I appreciated her concern though I would never be able to convince her it was unfounded. And just maybe, in the back of my head, I wondered if it was unfounded. And just maybe the thought of a lifeline was more appealing that I wanted it to be.
“Don’t forget that the safe word is for more than mountain me. If you need to get out, you know there’s always a place you can go,” Nadine had said just before I pulled away from my apartment.
I hoped that I would never have to use a safe word. That all of my reservations would disappear and I’d have the life I’d always wanted.
But I also knew, with a cynicism that remained after all this time, that real life didn’t work that way.
Chapter Two
-Ellie-
A man with grey hair put a blanket around my shoulders and picked me up.
I thought about screaming.
He was a stranger.
Mommy had told me never to go anywhere with strangers. That strangers could hurt me and take me away from her forever.
But I was so tired. And so, so hungry.
And Mommy still hadn’t come home.
I was scared to leave my house in case she came back and wondered where I was. I was scared of the strangers outside that wanted to take me away.
I hadn’t eaten today. There was no more food in the house. I ate the box of old cat food that was in the back of the cabinet.
I used to have a cat named Miss Banana. I would laugh and laugh and laugh every time I said her name. She was a pretty cat with brown and white fur.
But she ran away last year and never came back.
Just like Mommy.
Maybe Mommy went to look for Miss Banana. Maybe they’d come back together.
The man with the grey hair put me in a police car. I wondered if he would turn the lights on.
“Mommy won’t know where I am,” I told him, starting to cry again. My tummy hurt so badly and I thought I was going to throw up.
The man’s eyes were sad as he buckled me in. “Don’t worry about that right now. Let’s get you somewhere where you can have something to eat. What’s your favorite food?” he asked me.
“’Psgetti,” I told him, brightening up a bit. I loved ‘psgetti. Mommy made the best ‘psgetti ever!
The man patted me on the top of my head. “Well, let’s get you some ‘psgetti then.”
“Can we get some for Mommy too?” I asked as he got in the front of the police car.
He didn’t answer my question.
**
Welcome to Wellston. The hidden gem of West Virginia.
I gripped the steering wheel so tightly that my knuckles turned white. My car slowed down to a near stop as I drove down the main street through the town. I couldn’t quite let myself look around. I wasn’t prepared to see all the ways that it had or hadn’t changed in the three years since I had left.
These streets were paved with my pain and regret.

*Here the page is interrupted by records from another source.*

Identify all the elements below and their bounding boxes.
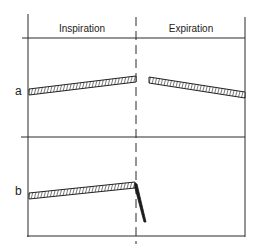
bar-a-expiration: [149, 77, 245, 98]
row-label-b: b: [15, 184, 22, 198]
bar-b-drop: [135, 183, 146, 222]
inspiration-label: Inspiration: [59, 23, 105, 34]
row-label-a: a: [15, 84, 22, 98]
bar-a-inspiration: [29, 76, 136, 95]
expiration-label: Expiration: [169, 23, 213, 34]
respiration-diagram: Inspiration Expiration a b: [0, 0, 255, 250]
bar-b-inspiration: [29, 182, 135, 199]
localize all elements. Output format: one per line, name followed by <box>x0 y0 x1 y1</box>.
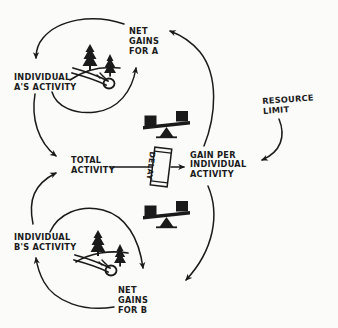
diagram-canvas: NET GAINS FOR A INDIVIDUAL A's ACTIVITY … <box>0 0 338 328</box>
node-label-individual-a-activity: INDIVIDUAL A's ACTIVITY <box>14 72 76 92</box>
link-gain-per-individual-to-net-gains-b <box>186 186 214 280</box>
balance-scale-icon <box>143 111 190 138</box>
link-individual-b-to-total-activity <box>31 173 56 224</box>
causal-loop-diagram-svg <box>0 0 338 328</box>
logging-trees-icon <box>70 44 120 89</box>
node-label-resource-limit: RESOURCE LIMIT <box>262 92 315 116</box>
balance-scale-icon <box>143 201 190 228</box>
node-label-net-gains-b: NET GAINS FOR B <box>118 285 148 315</box>
link-gain-per-individual-to-net-gains-a <box>170 31 214 146</box>
link-individual-a-to-total-activity <box>34 94 56 156</box>
node-label-gain-per-individual-activity: GAIN PER INDIVIDUAL ACTIVITY <box>190 151 246 179</box>
node-label-individual-b-activity: INDIVIDUAL B's ACTIVITY <box>14 232 76 252</box>
logging-trees-icon <box>74 230 128 276</box>
link-resource-limit-to-gain-per-individual <box>262 119 282 160</box>
node-label-net-gains-a: NET GAINS FOR A <box>129 26 159 56</box>
node-label-total-activity: TOTAL ACTIVITY <box>71 155 115 175</box>
link-net-gains-a-to-individual-a <box>36 19 124 58</box>
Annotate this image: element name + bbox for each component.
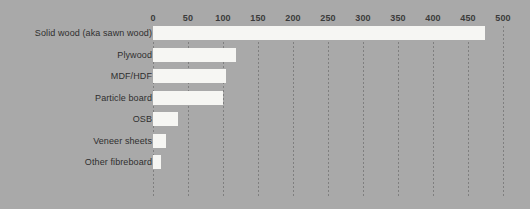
x-tick-label-300: 300 <box>355 10 371 26</box>
x-tick-label-200: 200 <box>285 10 301 26</box>
bar <box>153 91 223 105</box>
category-label: Plywood <box>117 48 152 62</box>
bar-row: Veneer sheets <box>0 134 530 156</box>
category-label: Veneer sheets <box>93 134 152 148</box>
x-tick-label-450: 450 <box>460 10 476 26</box>
x-axis-tick-labels: 050100150200250300350400450500 <box>0 10 530 26</box>
bar-row: Solid wood (aka sawn wood) <box>0 26 530 48</box>
bar-row: Other fibreboard <box>0 155 530 177</box>
category-label: Particle board <box>95 91 152 105</box>
bar <box>153 134 166 148</box>
category-label: Other fibreboard <box>85 155 152 169</box>
category-label: OSB <box>133 112 152 126</box>
bar <box>153 26 485 40</box>
bar <box>153 112 178 126</box>
x-tick-label-350: 350 <box>390 10 406 26</box>
x-tick-label-150: 150 <box>250 10 266 26</box>
x-tick-label-100: 100 <box>215 10 231 26</box>
x-tick-label-400: 400 <box>425 10 441 26</box>
x-tick-label-250: 250 <box>320 10 336 26</box>
bar <box>153 48 236 62</box>
bar-rows: Solid wood (aka sawn wood)PlywoodMDF/HDF… <box>0 26 530 177</box>
bar-chart: 050100150200250300350400450500 Solid woo… <box>0 0 530 209</box>
bar <box>153 155 161 169</box>
x-tick-label-0: 0 <box>150 10 155 26</box>
category-label: MDF/HDF <box>111 69 152 83</box>
bar-row: MDF/HDF <box>0 69 530 91</box>
x-tick-label-500: 500 <box>495 10 511 26</box>
bar <box>153 69 226 83</box>
bar-row: Particle board <box>0 91 530 113</box>
category-label: Solid wood (aka sawn wood) <box>35 26 152 40</box>
x-tick-label-50: 50 <box>183 10 193 26</box>
bar-row: Plywood <box>0 48 530 70</box>
bar-row: OSB <box>0 112 530 134</box>
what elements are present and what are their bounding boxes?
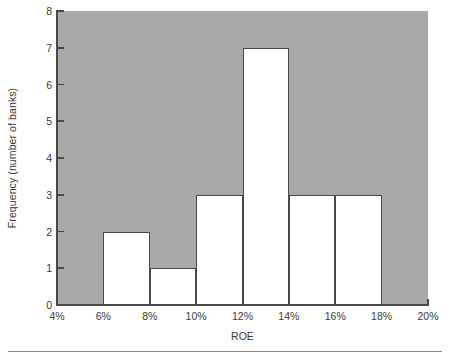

But it was here, among the ugly reality that I had inexplicably found my heart. My soul.
My everything.
Maybe that would be enough.
Memories flashed unbidden through my head even as I tried to murder them before they could take root.
Memories that had nothing to do with Flynn.
Nothing to do with the future I hoped to have.
They had to do with other things. Things I had tried really hard not to remember.
“You get out of here in three weeks. Whatcha gonna do?” Dania asked, sitting on the other side of the table as she had done every weekend since I had been remanded into state custody.
There were a lot of things I thought about while locked up in Spadardo’s Juvenile Detention Center. Getting out was at the top of the list. But I had no idea where I was going to go or what I would do once I left. I would be eighteen. Having aged out of the foster system and without any money to my name, homelessness seemed the only viable option.
So Dania’s question made me angry and defensive in an effort to cover up the simmering freak out I experienced whenever I thought about life on the outside.
“I don’t fucking know. What the hell does it matter?” I snapped, tugging on a piece of hair that fell from my ponytail. I ran my finger along the puckered scar along my hairline. I had found myself on the wrong side of a fork my first week there. Some bitch had wanted my brownie and I hadn’t wanted to give it to her.
My raised voice caught the attention of the COs on duty. I sat up in my chair and tried to relax.
Dania frowned, never the one to take my verbal bullshit. “Well, do you have any money? Do you have a place to go?” she demanded, crossing her arms over her chest.
I didn’t really understand why Dania continued to come out to see me every weekend. It wasn’t for my winning personality, that’s for sure. We had been close only because we had to be. Living with our foster dad, Mr. Beretti, required strength in numbers.
But now that we didn’t have that one very important element of connection, I hadn’t expected our friendship to continue.
Particularly not after everything that had gone down before I came here.
But I appreciated Dania’s visits. Though I’d never tell her that. We weren’t the sort to share our feelings.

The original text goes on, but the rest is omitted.